Still, the potential for international regulatory antagonism and the likelihood of a major cross-border conflict have been in full public view, ever since Sarbanes-Oxley launched the PCAOB with its over-reaching jurisdictional aspirations and the ambition to operate internationally despite lacking the tools to do so.
And therein lies the SEC’s need to protect itself on judicial appeal. No less than the firms themselves, who in their PCAOB registrations consistently put down markers of possible conflicts among competing national regulations – the regulators accepted those markers with a blind eye to the potential for the type of stand-off now presented, leaving the SEC chargeable with a form of “agency entrapment” for its own decade of irresolution.
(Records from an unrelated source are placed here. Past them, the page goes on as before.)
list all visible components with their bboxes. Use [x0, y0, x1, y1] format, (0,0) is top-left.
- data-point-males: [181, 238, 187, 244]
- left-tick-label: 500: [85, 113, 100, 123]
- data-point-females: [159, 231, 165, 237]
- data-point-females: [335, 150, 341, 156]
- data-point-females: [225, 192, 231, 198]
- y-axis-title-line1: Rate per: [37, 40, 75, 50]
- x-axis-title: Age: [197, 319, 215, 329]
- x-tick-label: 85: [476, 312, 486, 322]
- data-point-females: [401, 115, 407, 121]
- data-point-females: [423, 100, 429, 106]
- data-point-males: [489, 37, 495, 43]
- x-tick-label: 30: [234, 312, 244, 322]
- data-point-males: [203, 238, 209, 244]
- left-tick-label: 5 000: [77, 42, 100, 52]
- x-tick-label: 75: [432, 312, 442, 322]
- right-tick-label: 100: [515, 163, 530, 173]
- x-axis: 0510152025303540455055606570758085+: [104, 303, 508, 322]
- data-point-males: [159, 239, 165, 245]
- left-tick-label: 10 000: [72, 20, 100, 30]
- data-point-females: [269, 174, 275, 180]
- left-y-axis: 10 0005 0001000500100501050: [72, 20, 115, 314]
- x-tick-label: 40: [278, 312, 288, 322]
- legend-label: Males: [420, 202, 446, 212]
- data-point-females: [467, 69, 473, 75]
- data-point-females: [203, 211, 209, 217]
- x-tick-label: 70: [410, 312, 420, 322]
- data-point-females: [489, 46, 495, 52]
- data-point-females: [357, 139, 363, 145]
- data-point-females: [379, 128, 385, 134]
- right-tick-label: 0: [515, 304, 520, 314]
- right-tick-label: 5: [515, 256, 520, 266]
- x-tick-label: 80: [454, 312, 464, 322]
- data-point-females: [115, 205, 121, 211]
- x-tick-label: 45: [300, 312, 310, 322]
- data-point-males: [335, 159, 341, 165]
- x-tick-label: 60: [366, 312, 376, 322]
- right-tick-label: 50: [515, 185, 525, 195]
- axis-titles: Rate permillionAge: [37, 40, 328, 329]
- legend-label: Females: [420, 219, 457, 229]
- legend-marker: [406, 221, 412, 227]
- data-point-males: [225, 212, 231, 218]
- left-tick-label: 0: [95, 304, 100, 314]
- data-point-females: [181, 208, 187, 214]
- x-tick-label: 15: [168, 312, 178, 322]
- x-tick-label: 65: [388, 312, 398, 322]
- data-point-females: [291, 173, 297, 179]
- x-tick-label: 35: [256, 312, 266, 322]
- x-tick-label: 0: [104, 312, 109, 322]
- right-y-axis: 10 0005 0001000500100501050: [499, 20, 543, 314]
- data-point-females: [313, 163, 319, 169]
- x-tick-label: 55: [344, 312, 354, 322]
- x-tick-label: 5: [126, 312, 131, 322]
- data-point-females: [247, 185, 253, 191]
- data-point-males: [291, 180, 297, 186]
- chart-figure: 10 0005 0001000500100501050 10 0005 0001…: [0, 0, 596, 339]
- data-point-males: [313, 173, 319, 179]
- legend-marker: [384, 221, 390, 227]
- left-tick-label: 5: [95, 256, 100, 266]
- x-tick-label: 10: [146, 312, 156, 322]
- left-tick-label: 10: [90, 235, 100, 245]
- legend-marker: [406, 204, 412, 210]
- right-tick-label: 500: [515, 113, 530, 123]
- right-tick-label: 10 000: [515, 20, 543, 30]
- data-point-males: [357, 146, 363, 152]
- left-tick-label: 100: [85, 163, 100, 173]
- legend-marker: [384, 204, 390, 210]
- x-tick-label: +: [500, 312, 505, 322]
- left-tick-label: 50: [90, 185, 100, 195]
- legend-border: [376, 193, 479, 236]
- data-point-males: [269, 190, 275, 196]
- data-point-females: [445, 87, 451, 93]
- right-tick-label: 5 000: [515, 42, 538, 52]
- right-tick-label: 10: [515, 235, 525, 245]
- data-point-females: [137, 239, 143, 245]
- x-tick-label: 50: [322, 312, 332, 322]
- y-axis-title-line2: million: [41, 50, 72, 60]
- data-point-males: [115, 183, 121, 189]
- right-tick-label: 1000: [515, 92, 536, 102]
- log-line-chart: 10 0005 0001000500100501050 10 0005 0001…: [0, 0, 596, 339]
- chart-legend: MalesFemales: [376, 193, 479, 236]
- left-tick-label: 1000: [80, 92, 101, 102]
Finally, as to ALJ Elliot himself – the public version of whose 112-page opinion consists of 47 pages of factual recitals followed by lengthy portions blacked out for its discussion of the Chinese laws and Chinese markets.
The ALJ plays to the five SEC commissioners who will be his initial reviewers on appeal – reciting that the audit firms’ “actions involved the flouting of the Commission’s regulatory authority” (page 102) and “failed to recognize the wrongful nature of their conduct” (page 103).
But, critically for the public assessment of his analysis, the ALJ refused to disclose much of his record, out of a seemingly punctilious concern that “some of my factual findings and legal discussion may interfere with any ongoing discussions” between the SEC and its Chinese counterpart (page 4).
If the theme has a ring of familiarity in its prim assertion – “trust me, but I won’t tell you why you should” – at least to the critics of the accounting profession – it would be in the similar opacity of the one-page standard audit report itself.
A jurist seeking credence owes a better standard of completeness, at least to the sighted if not to the blind, under the 1913 maxim of Justice Louis Brandeis, that “sunshine is said to be the best of disinfectants.”